Nuclear Missile/ICBM Convoy/Transport

The pickup slows WAY down, and it looks to me like it comes to a stop right in front of the cameraman’s vehicle.
Of course, that happens out of frame, so I am guessing. But my guess is based on what I can see.
By the time the cameraman turns, the pickup is back in the front of the convoy. But the semi passes out of view at the 18 second mark, and the camera doesn’t turn until 4 seconds later, and makes a pan that takes 3 seconds. By that time the back of the semi appears to be about a hundred feet away, so the distance to the pickup is perhaps twice that.

So what I’m suggesting happened is the pickup came to a full stop at around the 10 second mark, remained stopped for five seconds, and then accelerated enough to get 200 feet away from the camera in 9 seconds. That would only require accelerating at about 5 feet-per-second, and it would be doing 30 mph at the end of that time.
As for the accident happening in the other lane, I covered that already, but here it is in more detail:
At 10 seconds, the two armored vehicles are side-by-side. The one in the right lane begins to slow down, and at about 13 seconds it starts to move left (previously its right tire was very close to the white line).
The driver of the semi sees him slowing and moving left, and taps the brakes. (probably the driver thought the armored escort might move into his lane). By the time the semi’s brakes can be heard (15 seconds), the semi cab is already pulling alongside the armored car.
And one second later the other vehicle bumps the back of the trailer.

Clearly, the escort hit the trailer because the truck tapped the brakes, the truck tapped the brakes because the armored vehicle ahead of it in the right lane slowed and moved left, the armored vehicle slowed and moved left to give safe room to the pickup stopped on the shoulder, and the pickup was stopped on the shoulder to stop the vehicle parked there with a guy in the driver’s seat from pulling out.
Thus, the domino that started the chain of events that led to the collision was the cameraman sitting behind the wheel of a vehicle parked very close to (and pointed towards) the street. (The shot around the 24-25 second mark appears to have been straight out his windshield, based upon the brief glimpse of his dashboard at 27 seconds.)

I wasn’t intending to make a big deal of this. As I said, perhaps the cameraman didn’t have a lot of warning this was about to happen, and the way the video begins supports that. If he just pulled over to the side of the road and grabbed his phone, I think he was doing the best he could.
But if he actually chose that place to park and film the convoy, that was definitely underthought, because it is pretty obviously too close to the road and will seem like a potential threat to the guys securing the convoy.

nm

Well, mostly. But sometimes a guy drops a wrench socket and it destroys the silo (and launches the warhead a few hundred feet away).

I realize you were talking about the MIRV capability of the Minuteman upper stage, not the liquid boost stage of the Titan II (and certain that the safety procedures were enhanced after that incident), but still–it’s very dangerous stuff. One slip-up and you’re screwed.

The fact that the warhead did not release any radioactive material after the accident says something about their design, I think.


### Your assignment
Beginning with the line containing "Find the location of a particular element. The" and ending at the last line of the data, set down every line exactly, leaving out all pictures.

(Extracted records)
+-------+
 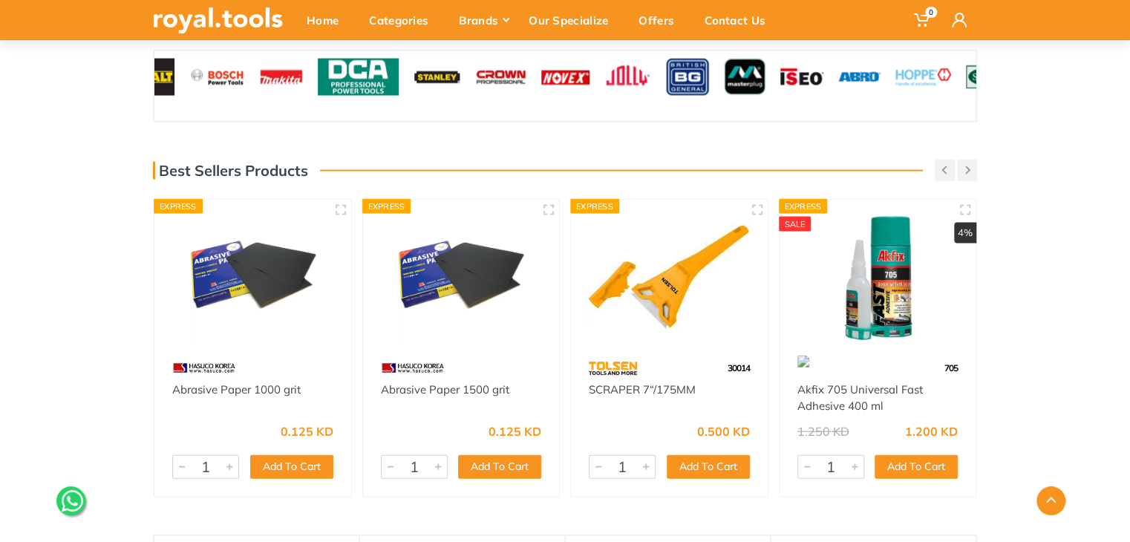 What do you see at coordinates (931, 431) in the screenshot?
I see `div: 1.200 KD` at bounding box center [931, 431].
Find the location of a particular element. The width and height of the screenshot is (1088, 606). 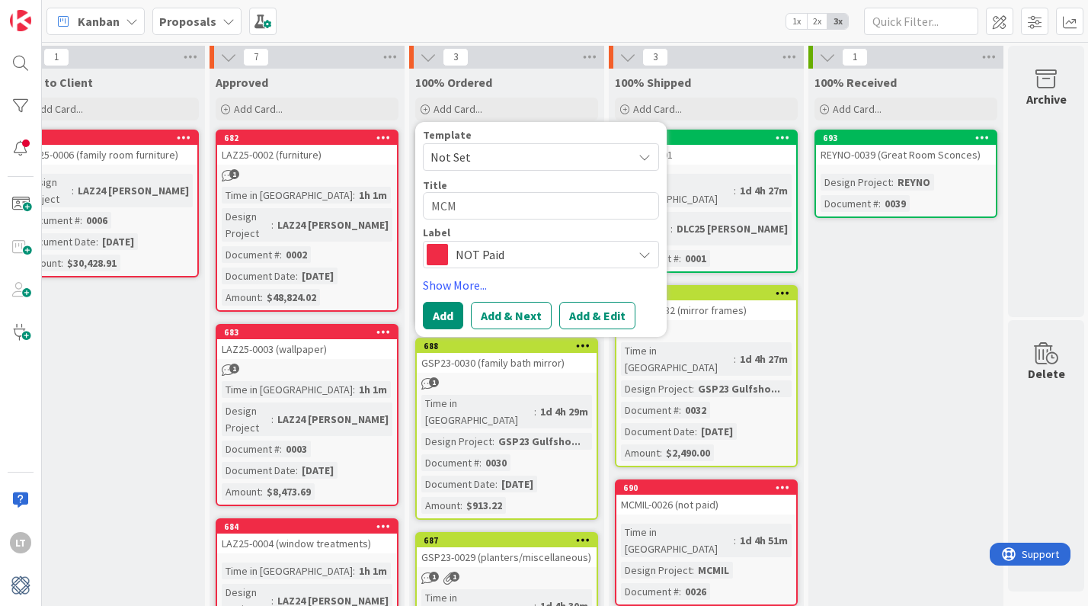

div: 692 is located at coordinates (706, 138).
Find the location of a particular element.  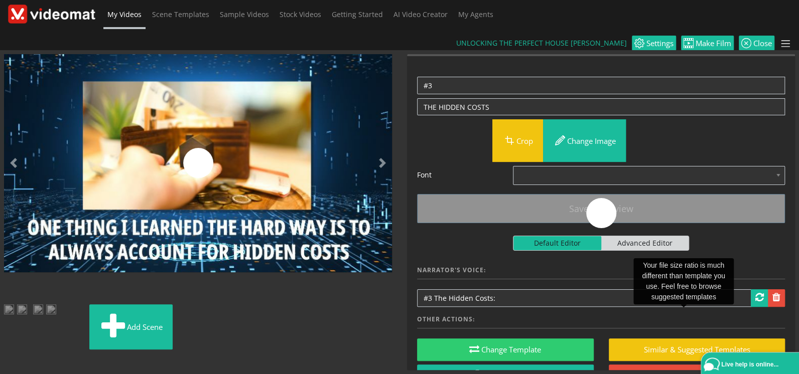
+-------+
### Task answer
Find the location of a particular element. The width and height of the screenshot is (1088, 606). 

div: 692 is located at coordinates (706, 138).
Find the location of a particular element.  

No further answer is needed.